Everna pinched the bridge of her nose. "I'm still thinking about it."
Her mother shook her head. "Thinking about it? Ever, you couldn't wait to get into the academy and, from your letters it seemed like you enjoyed it."
There were some aspects she enjoyed, but many she hadn't. She loved solving hypothetical cases and the debates, but she hated the hours of leafing through law books and writing essays until her hand could no longer hold her quill properly. She didn't miss days upon days of lost sleep and the splitting headaches from studying policy.
Towards the end, she wondered whether it was worth the effort. Did she truly want to spend the rest of her life in anonymity, jumping from one crime to the next until she gained enough prominence to sit in a courtroom and dispute laws? Had she pursued that path because she wanted to? Or was it because it was what people expected of her?
"I did, it's just... With recent events, I think I've had enough of the Courts for now."
Her mother shook her head and sighed once more. "I suppose you have a point. I can't imagine your trip to the capital was a pleasant experience."
Gods, why couldn't she tell her? Her mother knew to keep a secret, at least one that mattered. She'd done her fair share of snooping when she was younger; surely she had some useful insight or advice.
"I cannot believe it reached that point," her mother continued. "Leave it to Windmore, that gods be damned bastard. How he's not in a cell right now is beyond me. Swiftbrook's gone soft in his years."
"He can't supersede the Courts," Everna reminded her. "I don't know why, but they allowed it and there's no arguing with them. They're going to handle the case as they see fit."
"It begs the question of why," her mother said. She snatched the bowl of blueberries from the table and dumped a generous portion into one of the empty pie crusts. "Unless they considered it treason, as absurd of an idea as that is, there was no reason to send you all the way to the captial."
"I don't know, Mom. Based on my records and the reports, the Inquisitor decided it was a framing. There wasn't enough evidence to justify detaining me further."
Her mother made a sound at the back of her throat. "I'd say there was no evidence. What I want to know is how your sword ended up down there. Unsheathed at that. I've never seen you use it."
That was a question worth considering. Had she forgotten to lock the doors? Or had they entered her room through other means? No one went up the stairs as far as she knew, but with magic involved, there was no way to be sure. Someone may have slipped past her under the effects of an invisibility spell. There could be someone who wasn't in the tavern at all who went in through her window; she never closed it.
It had to be someone who knew she had it, but that could be half the town. Banor considered it his greatest masterpiece and bragged for months after he forged it — he still mentioned it when the odd adventurer wanted their weapons mended or replaced.
But there was one question more important than how.
"No, when did Windmore get ahold of it; that's the question we should be asking," she muttered.
It had to be after she'd returned to the taproom, but before Windmore returned with it. But how could someone have gotten into her room, found the sword, and passed it off to him without being seen? Half the town was present during that time. Even with the use of magic, someone would've noticed something amiss. Someone would've seen it through the window.

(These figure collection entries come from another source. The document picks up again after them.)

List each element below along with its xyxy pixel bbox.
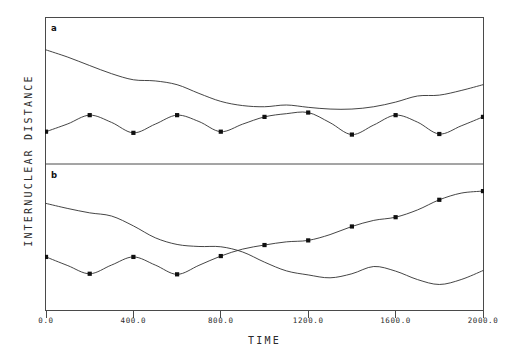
plot-svg xyxy=(45,17,484,311)
data-point-marker xyxy=(481,189,484,193)
data-point-marker xyxy=(131,131,135,135)
data-point-marker xyxy=(394,113,398,117)
data-point-marker xyxy=(45,255,48,259)
x-axis-tick-label: 400.0 xyxy=(121,316,147,325)
data-point-marker xyxy=(262,115,266,119)
data-point-marker xyxy=(481,115,484,119)
plot-frame xyxy=(46,18,484,311)
data-point-marker xyxy=(219,254,223,258)
panel-label-a: a xyxy=(51,23,57,33)
x-axis-tick-label: 2000.0 xyxy=(468,316,499,325)
data-point-marker xyxy=(437,198,441,202)
data-point-marker xyxy=(350,224,354,228)
data-point-marker xyxy=(131,255,135,259)
y-axis-title: INTERNUCLEAR DISTANCE xyxy=(23,61,34,261)
data-point-marker xyxy=(437,132,441,136)
data-point-marker xyxy=(175,272,179,276)
data-point-marker xyxy=(262,243,266,247)
x-axis-tick-label: 0.0 xyxy=(38,316,53,325)
x-axis-tick-label: 800.0 xyxy=(208,316,234,325)
plot-surface xyxy=(45,17,484,311)
data-point-marker xyxy=(306,110,310,114)
x-axis-tick-label: 1200.0 xyxy=(293,316,324,325)
data-point-marker xyxy=(88,272,92,276)
data-point-marker xyxy=(219,130,223,134)
x-axis-tick-label: 1600.0 xyxy=(380,316,411,325)
data-point-marker xyxy=(45,130,48,134)
figure-container: 0.0400.0800.01200.01600.02000.0 TIME INT… xyxy=(0,0,529,361)
data-point-marker xyxy=(175,113,179,117)
data-point-marker xyxy=(306,238,310,242)
x-axis-title: TIME xyxy=(0,335,529,346)
data-point-marker xyxy=(394,215,398,219)
data-point-marker xyxy=(350,132,354,136)
panel-label-b: b xyxy=(51,170,57,180)
data-point-marker xyxy=(88,113,92,117)
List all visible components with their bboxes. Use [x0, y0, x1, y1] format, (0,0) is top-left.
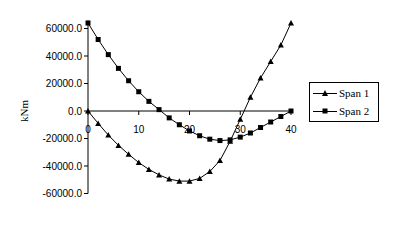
y-tick-label: -20000.0: [43, 133, 83, 144]
y-tick-label: 40000.0: [46, 51, 83, 62]
series-span-1: [85, 20, 294, 184]
triangle-marker: [197, 175, 203, 181]
y-tick-label: 20000.0: [46, 78, 83, 89]
square-marker: [289, 109, 294, 114]
square-marker: [258, 125, 263, 130]
square-marker: [157, 107, 162, 112]
square-marker: [116, 66, 121, 71]
triangle-marker: [166, 176, 172, 182]
square-marker: [278, 114, 283, 119]
triangle-marker: [247, 94, 253, 100]
square-marker: [106, 52, 111, 57]
triangle-marker: [146, 166, 152, 172]
legend-label: Span 1: [339, 87, 369, 99]
triangle-marker: [258, 75, 264, 81]
triangle-marker: [268, 59, 274, 65]
y-tick-label: 60000.0: [46, 23, 83, 34]
triangle-marker-icon: [313, 93, 337, 94]
y-axis: 60000.040000.020000.00.0-20000.0-40000.0…: [43, 21, 88, 200]
y-tick-label: -60000.0: [43, 188, 83, 199]
triangle-marker: [237, 116, 243, 122]
square-marker: [86, 21, 91, 26]
series-layer: [85, 20, 294, 184]
square-marker: [126, 78, 131, 83]
square-marker: [217, 138, 222, 143]
legend: Span 1 Span 2: [309, 82, 379, 122]
x-tick-label: 0: [85, 124, 91, 135]
square-marker: [146, 99, 151, 104]
square-marker: [197, 133, 202, 138]
triangle-marker: [156, 172, 162, 178]
y-axis-title: kNm: [18, 100, 30, 122]
square-marker: [268, 120, 273, 125]
square-marker: [187, 128, 192, 133]
y-tick-label: 0.0: [68, 106, 82, 117]
triangle-marker: [288, 20, 294, 26]
square-marker: [207, 137, 212, 142]
legend-item-span-2: Span 2: [313, 103, 369, 119]
x-tick-label: 40: [285, 124, 297, 135]
square-marker: [136, 89, 141, 94]
square-marker: [177, 122, 182, 127]
legend-label: Span 2: [339, 105, 369, 117]
triangle-marker: [217, 158, 223, 164]
triangle-marker: [278, 42, 284, 48]
y-tick-label: -40000.0: [43, 161, 83, 172]
square-marker: [167, 115, 172, 120]
square-marker: [96, 37, 101, 42]
x-tick-label: 30: [235, 124, 247, 135]
square-marker: [228, 137, 233, 142]
x-tick-label: 10: [133, 124, 145, 135]
square-marker: [248, 131, 253, 136]
square-marker: [238, 135, 243, 140]
square-marker-icon: [313, 111, 337, 112]
legend-item-span-1: Span 1: [313, 85, 369, 101]
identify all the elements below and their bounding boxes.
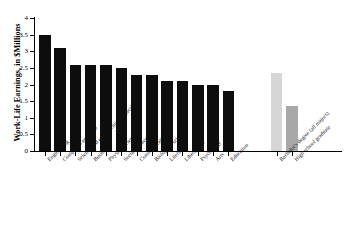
y-tick: [30, 151, 35, 152]
x-tick: [137, 152, 138, 156]
x-tick: [60, 152, 61, 156]
y-tick-label: 4: [8, 14, 28, 22]
x-tick: [106, 152, 107, 156]
x-tick: [167, 152, 168, 156]
x-tick: [213, 152, 214, 156]
x-tick: [91, 152, 92, 156]
x-axis-label: Arts: [214, 151, 225, 162]
x-tick: [292, 152, 293, 156]
x-tick: [152, 152, 153, 156]
bar: [39, 35, 51, 151]
bar: [54, 48, 66, 151]
x-tick: [75, 152, 76, 156]
bar: [223, 91, 235, 151]
y-tick-label: 2.5: [8, 64, 28, 72]
x-tick: [228, 152, 229, 156]
bar-chart: Work-Life Earnings, in $Millions 00.511.…: [0, 0, 349, 247]
y-tick-label: 3.5: [8, 31, 28, 39]
y-tick-label: 0.5: [8, 130, 28, 138]
bar: [271, 73, 283, 151]
y-tick-label: 0: [8, 147, 28, 155]
y-tick-label: 1.5: [8, 97, 28, 105]
x-tick: [121, 152, 122, 156]
y-tick-label: 1: [8, 114, 28, 122]
x-tick: [182, 152, 183, 156]
x-tick: [45, 152, 46, 156]
x-tick: [198, 152, 199, 156]
x-tick: [277, 152, 278, 156]
plot-area: [35, 18, 342, 151]
y-tick-label: 3: [8, 47, 28, 55]
y-tick-label: 2: [8, 81, 28, 89]
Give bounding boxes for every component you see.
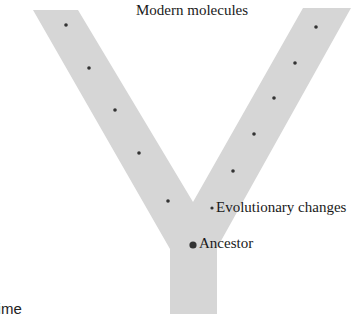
y-branch-shape: [33, 8, 351, 314]
change-dot: [113, 108, 117, 112]
change-dot: [87, 66, 91, 70]
evolutionary-changes-label: Evolutionary changes: [216, 200, 346, 215]
change-dot: [231, 169, 235, 173]
change-dot: [166, 199, 170, 203]
change-dot: [314, 25, 318, 29]
change-dot: [137, 151, 141, 155]
time-axis-label: Time: [0, 301, 22, 314]
ancestor-dot: [189, 241, 196, 248]
change-dot: [252, 132, 256, 136]
modern-molecules-label: Modern molecules: [136, 3, 248, 18]
change-dot: [293, 61, 297, 65]
evolutionary-change-marker-dot: [210, 206, 213, 209]
y-tree-svg: [0, 0, 362, 314]
change-dot: [64, 23, 68, 27]
change-dot: [272, 96, 276, 100]
phylogenetic-y-diagram: Modern molecules Evolutionary changes An…: [0, 0, 362, 314]
ancestor-label: Ancestor: [199, 236, 253, 251]
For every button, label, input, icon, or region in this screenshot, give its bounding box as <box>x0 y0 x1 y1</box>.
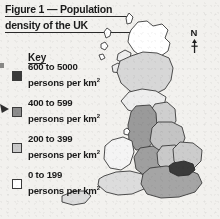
figure-population-density-uk: Figure 1 — Population density of the UK <box>0 0 220 219</box>
scan-artifact-left-lower <box>0 104 9 113</box>
region-south-east-england <box>141 166 202 198</box>
north-arrow-icon <box>190 39 199 53</box>
region-isle-of-man <box>124 128 130 135</box>
key-exponent-200-399: 2 <box>97 149 100 155</box>
key-label-600-5000: 600 to 5000 persons per km2 <box>28 61 100 89</box>
key-label-0-199: 0 to 199 persons per km2 <box>28 169 100 197</box>
key-unit-200-399: persons per km <box>28 149 97 160</box>
region-north-east-england <box>149 102 176 132</box>
compass: N <box>186 28 202 53</box>
scan-artifact-left-upper <box>0 63 4 68</box>
region-yorkshire-humber <box>150 122 185 152</box>
key-item-0-199: 0 to 199 persons per km2 <box>12 170 117 200</box>
region-west-midlands <box>134 146 163 176</box>
region-east-midlands <box>157 145 184 171</box>
key-range-200-399: 200 to 399 <box>28 133 72 144</box>
key-label-200-399: 200 to 399 persons per km2 <box>28 133 100 161</box>
region-north-west-england <box>128 105 157 150</box>
key-swatch-0-199 <box>12 179 22 189</box>
key-unit-0-199: persons per km <box>28 185 97 196</box>
key-exponent-0-199: 2 <box>97 185 100 191</box>
key-unit-400-599: persons per km <box>28 113 97 124</box>
figure-title-line-1: Figure 1 — Population <box>5 2 130 17</box>
region-central-scotland <box>117 52 173 95</box>
figure-title: Figure 1 — Population density of the UK <box>5 2 130 33</box>
key-unit-600-5000: persons per km <box>28 77 97 88</box>
key-exponent-600-5000: 2 <box>97 77 100 83</box>
key-label-400-599: 400 to 599 persons per km2 <box>28 97 100 125</box>
key-range-600-5000: 600 to 5000 <box>28 61 78 72</box>
key-swatch-400-599 <box>12 107 22 117</box>
key-range-0-199: 0 to 199 <box>28 169 62 180</box>
region-east-of-england <box>173 142 202 169</box>
region-northern-scotland <box>128 21 170 59</box>
key-swatch-200-399 <box>12 143 22 153</box>
key-item-200-399: 200 to 399 persons per km2 <box>12 134 117 164</box>
region-southern-scotland <box>121 89 166 114</box>
key-item-600-5000: 600 to 5000 persons per km2 <box>12 62 117 92</box>
key-exponent-400-599: 2 <box>97 113 100 119</box>
key-swatch-600-5000 <box>12 71 22 81</box>
compass-label: N <box>186 28 202 38</box>
figure-title-line-2: density of the UK <box>5 18 130 33</box>
region-greater-london <box>169 161 195 176</box>
key-item-400-599: 400 to 599 persons per km2 <box>12 98 117 128</box>
key-range-400-599: 400 to 599 <box>28 97 72 108</box>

Unless he had it before he arrived at the tavern. Landen had left during that time, but he returned with the Guard, not before, and remained outside with Arlen and Manvel. He'd also gone back to his room at the same time as Mayor Ashburn, if she remembered correctly. He would've had to go up the stairs, which meant she'd have seen him, or he'd have to have scaled the walls and climbed through her window and someone else would've seen him. The old lady on the upper floor across the street was always looking out her window.
"Well, you won't figure it out in one night," her mother said. "Now, stop staring holes into my table and help me with these pies."